SHOOTING THE SHARIF

Credited for putting together almost all the anti-government political alliances in the last four decades, Nawabzada Nasrullah Khan, the wily old man of Pakistani politics, was at it again.  Sporting his trademark red fez and holding the huqqa, he listened calmly as speaker after speaker unleashed a tirade of accusations against the Nawaz Sharif government at a seminar in Lahore titled "Washington Declaration A Betrayal of National Interests". Held on 12 August by the Pakistan People's Alliance, of which the Nawabzada is the president, the real aim of the seminar was to bring the opposition parties together on the minimal agenda of forcing the government out of office.

At the end of the meeting, Nasrullah Khan read out a statement that summed up the rhetoric of leaders from 37 political parties: "Nawaz Sharif is engaged in a meaningless dialogue with India. During the Kargil crisis, he repeatedly lied and misled the nation. And when Nawaz lost his nerve, he begged for a meeting with President Clinton and consequently agreed to withdraw the army and mujahideens from the line of control." As punishment for this cardinal sin, the statement demanded the removal of the Sharif government to be replaced by an interim government with "persons of good character and reputation" who shall pave the way for "free and fair elections".

More than the Nawabzada's final statement, the conference became important for a speech by Maulana Fazlur Rehman, chief of the Jamiat-e-Ulma-e-Islam, an influential religious party that enjoys a close relationship with the Taliban. Stealing the whole show, the Maulana gave an interesting spin to the Washington meeting between Sharif and Bill Clinton. He claimed that Sharif had assured Clinton that he would help the US against Osama bin Laden. He also repeated his now-famous fatwa that US citizens in Pakistan would be killed if the US attacked Afghanistan. "If we are not safe in our own country, then no US citizen would be safe here either," he said. All this helped the fiery Maulana from the NWFP province to achieve a consensus that the US would not be allowed to use Pakistani soil for anti-bin Laden activities.

All through the seminar, the Pakistan People's Party (PPP), the largest party in opposition, took a back seat, but not without its representative contributing his bit to the general mood of jingoism and talk of Islamic revolution. For all purposes, however, it appeared that an increasingly marginalised and cornered opposition, instead of portraying itself as a democratic alternative to the Sharif government, was trying to hit it where it hurt the most. The seminar also betrayed the opposition's desperation to recover some ground before the March 2000 elections to the Senate, the upper house of Parliament. But it is most likely that the ruling Pakistan Muslim League will garner the kind of brute majority it now enjoys in the lower house.

That may be bad news for the parties looking for a change at the top, but at the same time they wouldn't want to see any arrangement that would put the democratic process in jeopardy. For these parties borrowing the rhetoric of the religious right-wing in their bid to bring down the government may be expedient political strategy, but the fact remains that their interests are clearly at variance with the jehadi groups. And they wouldn't want to see the ascendance of any of the Islamic groups, which have so far proved no threat in electoral politics, although their 'nuisance value' was not to be discounted.

The government too stands on the crossroads of history at this moment. Never before has Pakistan seen a truly one-man government such as Sharif's, and never before has the government been under this kind of pressure from a disarrayed opposition. Sharif now seems to have two options: either to grant concessions to the parliamentary opposition and give it some breathing space; or play the religious card and show himself to be more Islamic than the opposition.

As things stand, both the government and the opposition seem to be content to let the religious parties dictate the rules of the game. And herein lies the real danger: of everyone —the government, opposition, and public —losing the game, with the exception, of course, of the Islamists.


• **YOUR INSTRUCTIONS**:
For every line in the records below that holds "elements", make a copy.

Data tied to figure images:
┌──

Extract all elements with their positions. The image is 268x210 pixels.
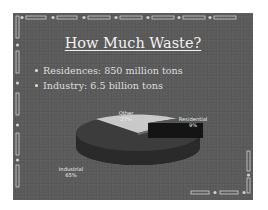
industrial-label-pct: 65% — [53, 172, 89, 178]
industrial-label: Industrial 65% — [53, 166, 89, 178]
residential-label-pct: 9% — [173, 122, 213, 128]
other-label: Other 27% — [111, 110, 141, 122]
residential-label: Residential 9% — [173, 116, 213, 128]
other-label-pct: 27% — [111, 116, 141, 122]
pie-chart — [13, 13, 253, 200]
slide: How Much Waste? Residences: 850 million … — [13, 13, 253, 200]
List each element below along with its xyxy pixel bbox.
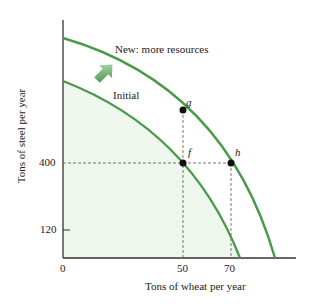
x-axis-label: Tons of wheat per year bbox=[145, 280, 246, 292]
point-f bbox=[180, 160, 187, 167]
x-tick-50: 50 bbox=[177, 262, 188, 274]
y-axis-label: Tons of steel per year bbox=[15, 76, 27, 196]
point-h-label: h bbox=[235, 146, 241, 158]
initial-curve-label: Initial bbox=[113, 89, 139, 101]
y-tick-400: 400 bbox=[39, 156, 56, 168]
x-tick-70: 70 bbox=[224, 262, 235, 274]
shift-arrow-icon bbox=[91, 58, 119, 86]
x-tick-0: 0 bbox=[60, 262, 66, 274]
point-h bbox=[228, 160, 235, 167]
point-g-label: g bbox=[186, 96, 192, 108]
feasible-region bbox=[63, 81, 240, 258]
point-f-label: f bbox=[188, 146, 191, 158]
y-tick-120: 120 bbox=[40, 223, 57, 235]
new-curve-label: New: more resources bbox=[115, 43, 208, 55]
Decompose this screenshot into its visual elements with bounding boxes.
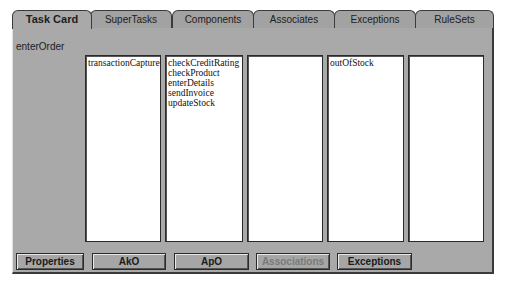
list-item[interactable]: outOfStock (330, 58, 401, 68)
tab-rulesets[interactable]: RuleSets (415, 10, 494, 28)
list-item[interactable]: enterDetails (168, 78, 240, 88)
associations-button[interactable]: Associations (256, 253, 330, 270)
tab-components[interactable]: Components (172, 10, 254, 28)
list-item[interactable]: checkCreditRating (168, 58, 240, 68)
ako-button[interactable]: AkO (92, 253, 166, 270)
apo-button[interactable]: ApO (174, 253, 249, 270)
rulesets-list[interactable] (408, 55, 484, 242)
supertasks-list[interactable]: transactionCapture (85, 55, 161, 242)
associates-list[interactable] (247, 55, 323, 242)
list-item[interactable]: sendInvoice (168, 88, 240, 98)
list-item[interactable]: updateStock (168, 98, 240, 108)
tab-associates[interactable]: Associates (253, 10, 335, 28)
tab-task-card[interactable]: Task Card (12, 10, 92, 29)
tab-supertasks[interactable]: SuperTasks (90, 10, 172, 28)
tab-exceptions[interactable]: Exceptions (334, 10, 416, 28)
task-name-label: enterOrder (16, 41, 64, 52)
exceptions-list[interactable]: outOfStock (327, 55, 404, 242)
list-item[interactable]: checkProduct (168, 68, 240, 78)
list-item[interactable]: transactionCapture (88, 58, 158, 68)
properties-button[interactable]: Properties (16, 253, 84, 270)
exceptions-button[interactable]: Exceptions (337, 253, 412, 270)
components-list[interactable]: checkCreditRating checkProduct enterDeta… (165, 55, 243, 242)
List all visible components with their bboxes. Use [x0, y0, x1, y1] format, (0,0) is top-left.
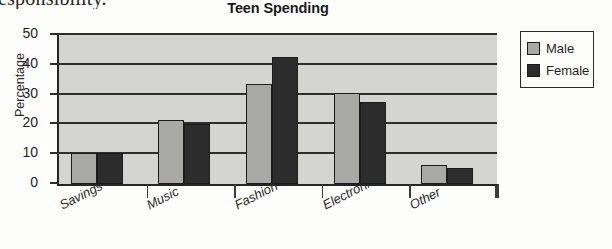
y-axis-tick-label: 10 [22, 144, 38, 160]
y-axis-tick-label: 30 [22, 85, 38, 101]
x-axis-tick [497, 184, 499, 198]
plot-area: 01020304050 SavingsMusicFashionElectroni… [57, 35, 497, 186]
legend-label: Male [546, 41, 574, 56]
legend: MaleFemale [520, 31, 594, 88]
bar-savings-female [97, 153, 123, 184]
y-axis-tick-label: 40 [22, 55, 38, 71]
chart-page: esponsibility. Teen Spending Percentage … [0, 0, 612, 249]
y-axis-tick: 10 [50, 152, 59, 154]
x-axis-label-music: Music [144, 184, 181, 213]
y-axis-tick-label: 50 [22, 25, 38, 41]
bar-other-female [447, 168, 473, 184]
gridline [59, 33, 497, 35]
y-axis-tick: 20 [50, 122, 59, 124]
bar-electronics-male [334, 93, 360, 184]
bar-fashion-male [246, 84, 272, 184]
legend-item-female: Female [527, 59, 587, 81]
x-axis-tick [322, 184, 324, 198]
bar-fashion-female [272, 57, 298, 184]
x-axis-label-other: Other [407, 184, 443, 212]
legend-label: Female [546, 63, 589, 78]
bar-savings-male [71, 153, 97, 184]
cut-off-paragraph-text: esponsibility. [0, 0, 198, 9]
legend-swatch-icon-male [527, 42, 540, 55]
legend-swatch-icon-female [527, 64, 540, 77]
cut-off-text-line: esponsibility. [0, 0, 198, 9]
y-axis-tick: 30 [50, 93, 59, 95]
y-axis-tick: 0 [50, 182, 59, 184]
bar-electronics-female [360, 102, 386, 184]
bar-music-female [184, 124, 210, 184]
y-axis-tick-label: 0 [30, 174, 38, 190]
y-axis-tick: 40 [50, 63, 59, 65]
bar-music-male [158, 120, 184, 184]
chart-title: Teen Spending [178, 0, 378, 16]
legend-item-male: Male [527, 37, 587, 59]
y-axis-tick-label: 20 [22, 114, 38, 130]
bar-other-male [421, 165, 447, 184]
y-axis-tick: 50 [50, 33, 59, 35]
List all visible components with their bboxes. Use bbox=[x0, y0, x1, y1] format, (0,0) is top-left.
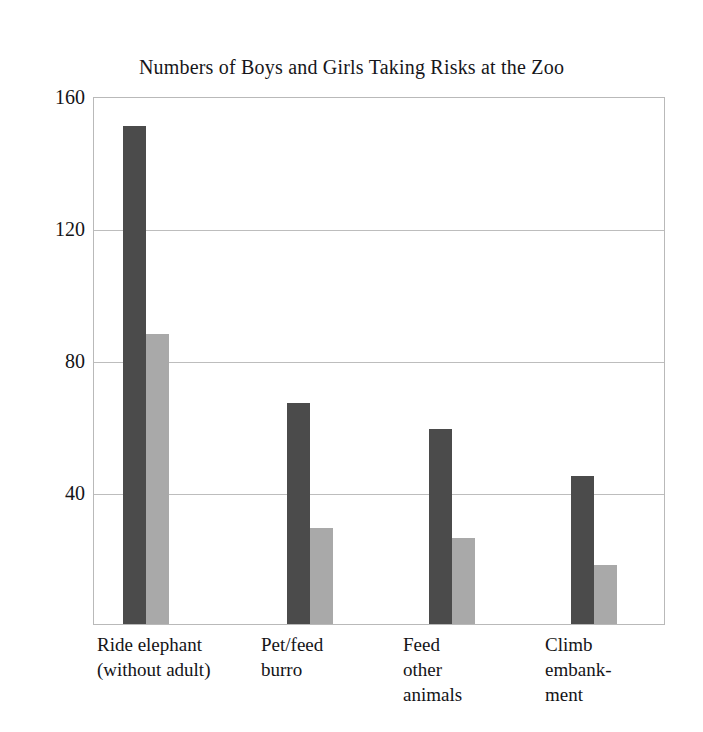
y-tick-label: 40 bbox=[11, 482, 85, 505]
y-tick-label: 120 bbox=[11, 218, 85, 241]
y-axis: 4080120160 bbox=[0, 0, 85, 732]
bar-group bbox=[287, 98, 333, 624]
bar-girls bbox=[452, 538, 475, 624]
category-label: Pet/feed burro bbox=[261, 632, 323, 682]
bar-girls bbox=[146, 334, 169, 624]
plot-area bbox=[93, 97, 665, 625]
bar-boys bbox=[429, 429, 452, 624]
category-label: Ride elephant (without adult) bbox=[97, 632, 210, 682]
bar-boys bbox=[123, 126, 146, 624]
x-axis: Ride elephant (without adult)Pet/feed bu… bbox=[93, 632, 665, 732]
bar-group bbox=[571, 98, 617, 624]
y-tick-label: 160 bbox=[11, 86, 85, 109]
category-label: Climb embank- ment bbox=[545, 632, 611, 707]
chart-title: Numbers of Boys and Girls Taking Risks a… bbox=[0, 56, 703, 79]
bar-girls bbox=[310, 528, 333, 624]
bar-boys bbox=[571, 476, 594, 625]
bar-group bbox=[123, 98, 169, 624]
bar-group bbox=[429, 98, 475, 624]
bar-boys bbox=[287, 403, 310, 624]
category-label: Feed other animals bbox=[403, 632, 462, 707]
chart-page: Numbers of Boys and Girls Taking Risks a… bbox=[0, 0, 703, 732]
y-tick-label: 80 bbox=[11, 350, 85, 373]
bar-girls bbox=[594, 565, 617, 624]
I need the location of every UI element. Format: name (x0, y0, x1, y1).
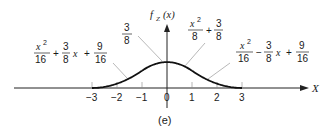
leader-left (113, 63, 127, 78)
leader-middle (185, 43, 205, 66)
svg-text:x: x (189, 18, 195, 29)
figure-caption: (e) (158, 114, 171, 126)
x-tick-label: 2 (214, 92, 220, 103)
svg-text:8: 8 (216, 31, 222, 42)
x-axis-arrow-icon (300, 85, 309, 91)
svg-text:8: 8 (124, 35, 130, 46)
x-tick-label: −2 (111, 92, 123, 103)
svg-text:9: 9 (97, 41, 103, 52)
svg-text:2: 2 (247, 38, 251, 45)
svg-text:+: + (206, 25, 212, 36)
svg-text:8: 8 (266, 53, 272, 64)
x-axis-label: X (311, 82, 320, 94)
svg-text:x: x (239, 40, 245, 51)
annotation-peak: 3 8 (122, 22, 132, 46)
svg-text:16: 16 (238, 53, 250, 64)
svg-text:3: 3 (124, 22, 130, 33)
svg-text:x: x (72, 48, 78, 59)
x-tick-label: −1 (136, 92, 148, 103)
annotation-left: x 2 16 + 3 8 x + 9 16 (34, 39, 107, 65)
svg-text:x: x (35, 41, 41, 52)
annotation-middle: x 2 8 + 3 8 (188, 16, 223, 42)
svg-text:x: x (275, 47, 281, 58)
svg-text:3: 3 (266, 40, 272, 51)
x-tick-label: −3 (86, 92, 98, 103)
svg-text:16: 16 (95, 54, 107, 65)
svg-text:+: + (286, 47, 292, 58)
leader-right (208, 63, 230, 79)
svg-text:+: + (53, 48, 59, 59)
svg-text:3: 3 (216, 18, 222, 29)
svg-text:2: 2 (197, 16, 201, 23)
chart: X f Z (x) −3−2−10123 x 2 16 + 3 8 x + 9 … (0, 0, 327, 132)
svg-text:3: 3 (63, 41, 69, 52)
x-tick-label: 0 (164, 92, 170, 103)
leader-peak (138, 36, 162, 61)
svg-text:8: 8 (63, 54, 69, 65)
y-axis-label: f Z (x) (150, 9, 175, 23)
svg-text:(x): (x) (163, 9, 175, 21)
svg-text:8: 8 (192, 31, 198, 42)
x-tick-label: 3 (239, 92, 245, 103)
svg-text:−: − (256, 47, 262, 58)
svg-text:16: 16 (35, 54, 47, 65)
svg-text:Z: Z (156, 15, 160, 23)
x-tick-label: 1 (189, 92, 195, 103)
svg-text:+: + (84, 48, 90, 59)
svg-text:f: f (150, 9, 155, 20)
svg-text:9: 9 (299, 40, 305, 51)
svg-text:2: 2 (43, 39, 47, 46)
annotation-right: x 2 16 − 3 8 x + 9 16 (236, 38, 309, 64)
y-axis-arrow-icon (164, 24, 170, 32)
svg-text:16: 16 (297, 53, 309, 64)
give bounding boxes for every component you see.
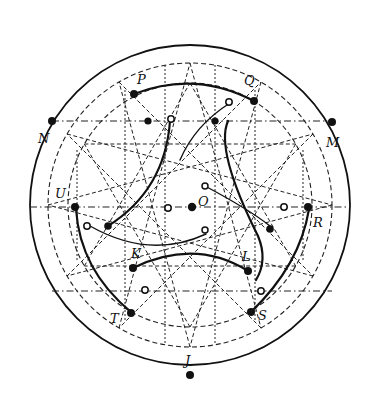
point-l — [244, 267, 252, 275]
point-u — [71, 203, 79, 211]
arc-inner-upper — [180, 103, 230, 160]
label-s: S — [258, 308, 267, 323]
point-q — [250, 97, 258, 105]
label-r: R — [312, 215, 323, 230]
label-o: O — [198, 194, 209, 209]
point-left-inner — [104, 222, 112, 230]
star-line — [67, 134, 261, 328]
point-o — [188, 203, 196, 211]
label-n: N — [37, 131, 50, 146]
label-t: T — [110, 311, 120, 326]
point-left-open — [84, 223, 90, 229]
arc-left-upper — [108, 121, 170, 226]
label-k: K — [130, 246, 142, 261]
point-right-inner — [266, 225, 274, 233]
label-m: M — [325, 135, 340, 150]
label-p: P — [136, 72, 146, 87]
point-s — [247, 308, 255, 316]
point-t — [127, 309, 135, 317]
point-upper-left-open — [168, 116, 174, 122]
star-line — [119, 82, 190, 347]
point-r — [304, 203, 312, 211]
star-line — [190, 82, 261, 347]
star-line — [67, 82, 261, 276]
star-line — [48, 205, 313, 276]
point-center-left — [165, 205, 171, 211]
point-q-open — [226, 99, 232, 105]
point-p — [130, 90, 138, 98]
point-lower-left-open — [142, 287, 148, 293]
diagram-canvas: P Q N M U O R K L T S J — [0, 0, 380, 403]
point-n — [48, 117, 56, 125]
arc-k-l — [133, 254, 248, 271]
point-upper-left — [144, 117, 151, 124]
star-line — [119, 134, 313, 328]
star-line — [119, 63, 190, 328]
star-line — [119, 82, 313, 276]
point-m — [328, 118, 336, 126]
star-line — [67, 205, 332, 276]
star-line — [48, 134, 313, 205]
point-upper-right — [211, 117, 218, 124]
curves — [76, 84, 309, 312]
point-center-lower — [202, 227, 208, 233]
point-lower-right-open — [258, 288, 264, 294]
point-j — [186, 371, 194, 379]
point-right-open — [281, 204, 287, 210]
label-u: U — [55, 186, 67, 201]
label-l: L — [241, 249, 251, 264]
label-q: Q — [244, 73, 255, 88]
arc-p-q — [134, 84, 254, 101]
point-center-upper — [202, 183, 208, 189]
point-k — [129, 264, 137, 272]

└──

• **REPLY TO THE EXERCISE**:
Extract all elements with their positions. The image is 268x210 pixels.
Decompose this screenshot into its visual elements with bounding boxes.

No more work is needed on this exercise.